INTERVIEW: Emma Potter Talks Bringing the Characters of The Devil All the Time To Life!
The Devil All the Time isn’t a tale for the faint of heart. When Arvin Russell left Ohio, he brought the darkness that started with his father’s attempt at saving his mother’s life with him, and from there, each character of Donald Ray Pollock’s world leaves us with a bad taste in our mouths.
Talking to Emma Potter about the translation of Devil All the Time from page to screen, it’s a bit more complicated than setting a show in a different time period, because the world of Meade and Knockemstiff, Ohio is so rich in the novel:
I would say it was honestly kind of a combination of both of those things. When I started, Antonio (Campos) had done so much work turning the book into the script and part of that process was generating all these character notes and these character documents for every department and the cast to have access to. So we were able to start from the script but with these very kind of pertinent facts in our back pocket about how the characters acted and behaved. Aesthetic I would say we started from really the script and knowing that we needed to visually find a way to accessorate the various decades and tell each character’s story but having that character driven kind of book based information behind it really informed the smaller details of every character’s look.
Potter is also no stranger to the period piece. Her project prior to The Devil All the Time was HBO’s Perry Mason, and so I asked her about the excitement that comes with getting to work on a period piece but the challenges that often come with something set in the past.
It’s fun in that my most favorite part of the job is the research that you get to do in the beginning. When it’s for a period show, I get to learn about all these new photographers and I try and find resources of different people and artists that were working as close to the area and time period that we want to be a part of. So that aspect of it is super fun and learning about these new sillouhettes that were popular at the time. It’s also challenging in that, especially for something like Devil All the Time where we have a lot of need for multiples with stunts and various scenes that take place, we have to build everything.
Part of the fascination that comes with Devil All the Time is the fact that there are just so many characters to look at, each somehow more tormented than the last. But, for a costume designer, that’s a fun place to play in because there is a range of characters to examine, as well as a span of twenty years to look at.
There are so many cast members so to me, the fun was never really being locked into one look. It was being able to go from picking Charlotte’s 1940s/1950s dresses or picking Sandy’s 1960s shorts. And floating around with all these different characters. It never got boring there was something new to play with. I do think certain people, like the Preacher, were looks that I hadn’t really explored in other projects so that was definitely something that was interesting to me.
And boy do I love Robert Pattinson’s ruffle shirt as Preston Targin.
The Devil All the Time is now available to stream on Netflix.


The problem:
Please tally the lines of the listing that hold the string "arrow", and reply with that total only.

::::::::

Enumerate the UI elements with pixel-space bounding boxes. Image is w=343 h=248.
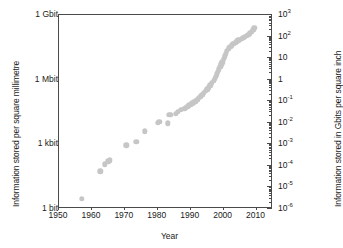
y-tick-label-left: 1 bit [42,203,58,213]
y-minor-tick-right [269,155,272,156]
y-minor-tick-right [269,133,272,134]
y-minor-tick-right [269,158,272,159]
x-tick-label: 2010 [246,210,265,220]
y-minor-tick-right [269,94,272,95]
data-point [165,121,170,126]
y-minor-tick-right [269,191,272,192]
x-tick-label: 1980 [147,210,166,220]
y-minor-tick-right [269,59,272,60]
y-minor-tick-right [269,101,272,102]
y-tick-right [267,208,272,209]
data-point [107,158,112,163]
y-minor-tick-right [269,168,272,169]
y-minor-tick-right [269,128,272,129]
y-minor-tick-right [269,64,272,65]
y-minor-tick-right [269,202,272,203]
y-minor-tick-right [269,198,272,199]
x-tick-label: 2000 [213,210,232,220]
y-minor-tick-right [269,166,272,167]
y-minor-tick-right [269,130,272,131]
y-minor-tick-right [269,38,272,39]
y-minor-tick-right [269,125,272,126]
y-minor-tick-right [269,180,272,181]
y-minor-tick-right [269,82,272,83]
y-axis-title-right: Information stored in Gbits per square i… [333,51,343,207]
y-tick-label-right: 10-2 [278,117,293,127]
y-minor-tick-right [269,111,272,112]
y-tick-label-left: 1 Mbit [35,74,58,84]
y-tick-label-right: 10-4 [278,160,293,170]
y-minor-tick-right [269,51,272,52]
y-minor-tick-right [269,115,272,116]
data-point [134,139,139,144]
y-minor-tick-right [269,190,272,191]
y-tick-label-right: 10-1 [278,95,293,105]
y-tick-label-right: 10-5 [278,181,293,191]
x-tick-label: 1970 [114,210,133,220]
plot-area [58,14,272,208]
y-minor-tick-right [269,25,272,26]
y-minor-tick-right [269,127,272,128]
y-minor-tick-right [269,17,272,18]
y-minor-tick-right [269,42,272,43]
y-minor-tick-right [269,23,272,24]
y-tick-label-right: 103 [278,9,291,19]
x-tick-label: 1990 [180,210,199,220]
y-tick-right [267,14,272,15]
y-minor-tick-right [269,104,272,105]
y-minor-tick-right [269,109,272,110]
y-minor-tick-right [269,187,272,188]
y-minor-tick-right [269,16,272,17]
y-tick-label-left: 1 kbit [38,138,58,148]
data-point [124,143,129,148]
y-minor-tick-right [269,123,272,124]
y-minor-tick-right [269,29,272,30]
y-minor-tick-right [269,62,272,63]
y-tick-label-left: 1 Gbit [35,9,58,19]
y-minor-tick-right [269,193,272,194]
y-minor-tick-right [269,20,272,21]
data-point [252,25,257,30]
y-minor-tick-right [269,107,272,108]
y-minor-tick-right [269,47,272,48]
y-minor-tick-right [269,37,272,38]
y-minor-tick-right [269,39,272,40]
data-point [142,129,147,134]
y-minor-tick-right [269,152,272,153]
data-point [97,169,102,174]
y-tick-label-right: 10-6 [278,203,293,213]
y-minor-tick-right [269,72,272,73]
y-minor-tick-right [269,19,272,20]
y-minor-tick-right [269,171,272,172]
x-tick-label: 1960 [81,210,100,220]
y-minor-tick-right [269,58,272,59]
y-minor-tick-right [269,85,272,86]
data-point [79,196,84,201]
y-minor-tick-right [269,66,272,67]
y-minor-tick-right [269,83,272,84]
y-minor-tick-right [269,124,272,125]
y-minor-tick-right [269,148,272,149]
y-tick-label-right: 1 [278,74,283,84]
y-tick-label-right: 10-3 [278,138,293,148]
y-tick-label-right: 10 [278,52,287,62]
y-minor-tick-right [269,102,272,103]
y-minor-tick-right [269,81,272,82]
x-axis-title: Year [0,231,339,241]
y-minor-tick-right [269,90,272,91]
y-minor-tick-right [269,195,272,196]
scatter-points [59,15,271,207]
y-minor-tick-right [269,170,272,171]
y-minor-tick-right [269,167,272,168]
y-minor-tick-right [269,145,272,146]
y-minor-tick-right [269,137,272,138]
y-minor-tick-right [269,189,272,190]
y-minor-tick-right [269,144,272,145]
y-axis-title-left: Information stored per square millimetre [11,61,21,207]
y-minor-tick-right [269,44,272,45]
y-minor-tick-right [269,60,272,61]
y-tick-label-right: 102 [278,31,291,41]
y-minor-tick-right [269,87,272,88]
y-minor-tick-right [269,150,272,151]
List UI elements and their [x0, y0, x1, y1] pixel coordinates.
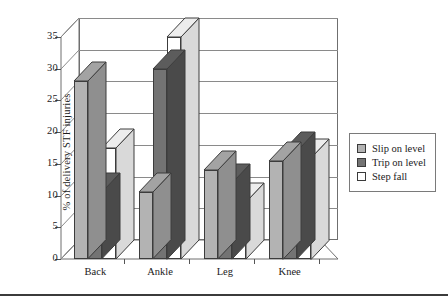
legend: Slip on levelTrip on levelStep fall — [349, 133, 436, 192]
legend-item[interactable]: Step fall — [357, 171, 426, 182]
x-axis-label: Knee — [257, 266, 323, 277]
y-tick-label: 30 — [47, 63, 58, 73]
bar-top-face — [204, 151, 237, 171]
x-axis-label: Back — [62, 266, 128, 277]
bar — [74, 81, 88, 259]
y-tick-label: 20 — [47, 126, 58, 136]
bar — [204, 170, 218, 259]
x-axis-label: Leg — [192, 266, 258, 277]
legend-label: Slip on level — [372, 143, 425, 154]
legend-swatch-icon — [357, 158, 366, 167]
bar-front-face — [269, 161, 283, 259]
y-tick-label: 25 — [47, 94, 58, 104]
bar — [269, 161, 283, 259]
y-tick-label: 15 — [47, 158, 58, 168]
gridline — [79, 50, 338, 51]
plot-area: 05101520253035 BackAnkleLegKnee — [61, 18, 338, 259]
x-axis-label: Ankle — [127, 266, 193, 277]
y-tick-label: 5 — [53, 221, 58, 231]
bar-top-face — [153, 50, 186, 70]
y-tick-depth-connector — [61, 18, 79, 39]
gridline — [79, 18, 338, 19]
legend-swatch-icon — [357, 172, 366, 181]
bottom-divider — [0, 294, 448, 296]
bar-top-face — [269, 142, 302, 162]
y-tick-label: 10 — [47, 190, 58, 200]
bar-front-face — [204, 170, 218, 259]
legend-item[interactable]: Trip on level — [357, 157, 426, 168]
legend-label: Trip on level — [372, 157, 426, 168]
gridline — [79, 81, 338, 82]
bar — [139, 192, 153, 259]
gridline — [79, 113, 338, 114]
bar-top-face — [139, 173, 172, 193]
bar-front-face — [74, 81, 88, 259]
bar-top-face — [167, 18, 200, 38]
legend-label: Step fall — [372, 171, 407, 182]
y-tick-label: 0 — [53, 253, 58, 263]
y-tick-label: 35 — [47, 31, 58, 41]
y-axis-title: % of delivery STF injuries — [61, 93, 72, 210]
bar-side-face — [88, 62, 107, 260]
bar-front-face — [139, 192, 153, 259]
legend-item[interactable]: Slip on level — [357, 143, 426, 154]
bar-top-face — [74, 62, 107, 82]
figure-container: 05101520253035 BackAnkleLegKnee % of del… — [0, 0, 448, 304]
legend-swatch-icon — [357, 144, 366, 153]
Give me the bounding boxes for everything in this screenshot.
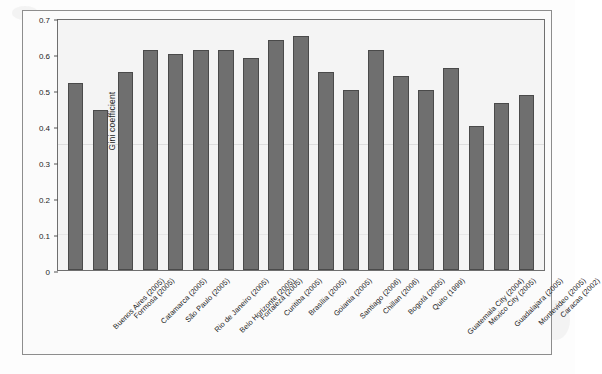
plot-area: Gini coefficient 00.10.20.30.40.50.60.7 (57, 19, 545, 271)
bar-series (58, 20, 544, 270)
bar-slot (88, 20, 113, 270)
bar-slot (238, 20, 263, 270)
y-tick-label: 0.2 (39, 196, 54, 205)
bar[interactable] (418, 90, 434, 270)
y-tick-2: 0.2 (39, 196, 58, 205)
bar-slot (364, 20, 389, 270)
y-tick-label: 0.1 (39, 232, 54, 241)
bar-slot (138, 20, 163, 270)
bar[interactable] (318, 72, 334, 270)
bar-slot (489, 20, 514, 270)
bar[interactable] (293, 36, 309, 270)
bar-slot (188, 20, 213, 270)
bar-slot (163, 20, 188, 270)
bar-slot (439, 20, 464, 270)
bar[interactable] (243, 58, 259, 270)
bar[interactable] (393, 76, 409, 270)
y-tick-label: 0.4 (39, 124, 54, 133)
bar[interactable] (469, 126, 485, 270)
bar[interactable] (519, 95, 535, 270)
y-tick-5: 0.5 (39, 88, 58, 97)
y-tick-label: 0.7 (39, 16, 54, 25)
bar-slot (113, 20, 138, 270)
bar[interactable] (193, 50, 209, 270)
bar-slot (464, 20, 489, 270)
y-tick-label: 0.5 (39, 88, 54, 97)
y-tick-label: 0.6 (39, 52, 54, 61)
y-tick-1: 0.1 (39, 232, 58, 241)
bar[interactable] (143, 50, 159, 270)
bar-slot (339, 20, 364, 270)
y-tick-label: 0 (46, 268, 54, 277)
bar-slot (288, 20, 313, 270)
y-tick-3: 0.3 (39, 160, 58, 169)
y-tick-label: 0.3 (39, 160, 54, 169)
y-tick-mark (54, 271, 58, 272)
bar-slot (414, 20, 439, 270)
bar[interactable] (268, 40, 284, 270)
y-tick-6: 0.6 (39, 52, 58, 61)
y-tick-4: 0.4 (39, 124, 58, 133)
x-axis-tick-labels: Buenos Aires (2005)Formosa (2005)Catamar… (57, 274, 545, 370)
bar[interactable] (368, 50, 384, 270)
y-tick-7: 0.7 (39, 16, 58, 25)
bar-slot (263, 20, 288, 270)
bar-slot (389, 20, 414, 270)
x-tick-label: Buenos Aires (2005) (111, 276, 166, 331)
bar[interactable] (494, 103, 510, 270)
bar[interactable] (118, 72, 134, 270)
bar[interactable] (68, 83, 84, 270)
bar-slot (213, 20, 238, 270)
bar-slot (514, 20, 539, 270)
bar[interactable] (168, 54, 184, 270)
bar[interactable] (218, 50, 234, 270)
bar[interactable] (93, 110, 109, 270)
bar-slot (313, 20, 338, 270)
bar[interactable] (443, 68, 459, 270)
bar-slot (63, 20, 88, 270)
bar[interactable] (343, 90, 359, 270)
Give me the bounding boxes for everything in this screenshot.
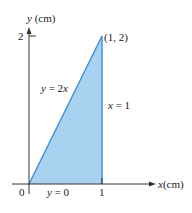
y-axis-label: y (cm) — [26, 12, 56, 25]
region-diagram: y (cm) 2 (1, 2) y = 2x x = 1 y = 0 0 1 x… — [0, 0, 192, 213]
y-axis-arrow-icon — [27, 27, 32, 34]
x-axis-arrow-icon — [149, 182, 156, 187]
y-tick-label: 2 — [18, 30, 24, 42]
x-axis-label: x(cm) — [157, 178, 184, 191]
origin-label: 0 — [19, 186, 25, 198]
vertex-label: (1, 2) — [104, 31, 128, 44]
base-label: y = 0 — [46, 186, 70, 198]
x-tick-label: 1 — [99, 186, 105, 198]
vertical-line-label: x = 1 — [107, 99, 130, 111]
hypotenuse-label: y = 2x — [40, 82, 68, 94]
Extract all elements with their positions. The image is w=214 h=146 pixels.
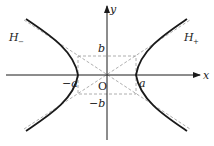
neg-b-label: −b (89, 97, 105, 110)
svg-text:−: − (18, 38, 24, 46)
x-axis-label: x (203, 69, 210, 82)
hyperbola-diagram: x y O a −a b −b H + H − (0, 0, 214, 146)
svg-text:+: + (193, 38, 199, 46)
a-label: a (139, 77, 146, 90)
branch-left-label: H − (8, 31, 24, 46)
origin-label: O (98, 80, 107, 93)
b-label: b (98, 42, 105, 55)
branch-right-label: H + (183, 31, 199, 46)
y-axis-label: y (109, 3, 117, 16)
neg-a-label: −a (62, 77, 78, 90)
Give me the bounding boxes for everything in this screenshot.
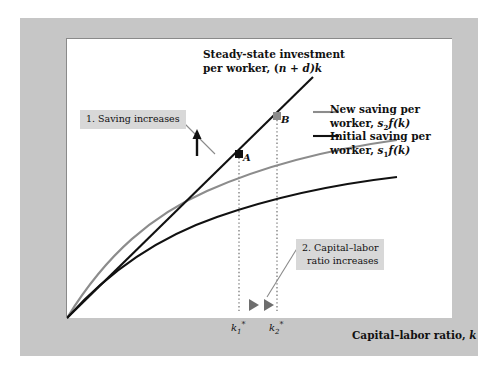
label-initial-saving-line1: Initial saving per bbox=[330, 130, 431, 142]
xtick-label-k2: k2* bbox=[269, 320, 284, 336]
callout-saving-increases: 1. Saving increases bbox=[80, 110, 186, 129]
figure-page: Saving per worker and investment per wor… bbox=[0, 0, 495, 377]
label-steady-state-line1: Steady-state investment bbox=[203, 48, 345, 60]
xtick-label-k1: k1* bbox=[231, 320, 246, 336]
label-new-saving-line1: New saving per bbox=[330, 103, 420, 115]
point-b-label: B bbox=[281, 114, 289, 125]
point-a-marker bbox=[235, 150, 243, 158]
curve-new-saving bbox=[67, 140, 397, 318]
plot-svg bbox=[67, 39, 453, 319]
plot-area bbox=[66, 38, 452, 318]
callout-2-line1: 2. Capital–labor bbox=[302, 242, 378, 253]
point-b-marker bbox=[273, 112, 281, 120]
callout-1-text: 1. Saving increases bbox=[86, 113, 180, 124]
x-axis-label: Capital–labor ratio, k bbox=[352, 329, 476, 341]
label-steady-state-investment: Steady-state investment per worker, (n +… bbox=[203, 48, 345, 75]
arrow-right-1 bbox=[249, 299, 259, 311]
label-steady-state-line2: per worker, (n + d)k bbox=[203, 62, 322, 74]
callout-capital-labor-ratio-increases: 2. Capital–labor ratio increases bbox=[296, 239, 384, 270]
label-initial-saving-line2: worker, s1f(k) bbox=[330, 144, 410, 156]
callout-2-line2: ratio increases bbox=[307, 255, 378, 266]
arrow-right-2 bbox=[264, 299, 274, 311]
x-axis-label-text: Capital–labor ratio, bbox=[352, 329, 469, 341]
label-initial-saving-per-worker: Initial saving per worker, s1f(k) bbox=[330, 130, 431, 161]
point-a-label: A bbox=[243, 152, 251, 163]
label-new-saving-line2: worker, s2f(k) bbox=[330, 117, 410, 129]
x-axis-label-var: k bbox=[469, 329, 476, 341]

::::::::

Written answer:
4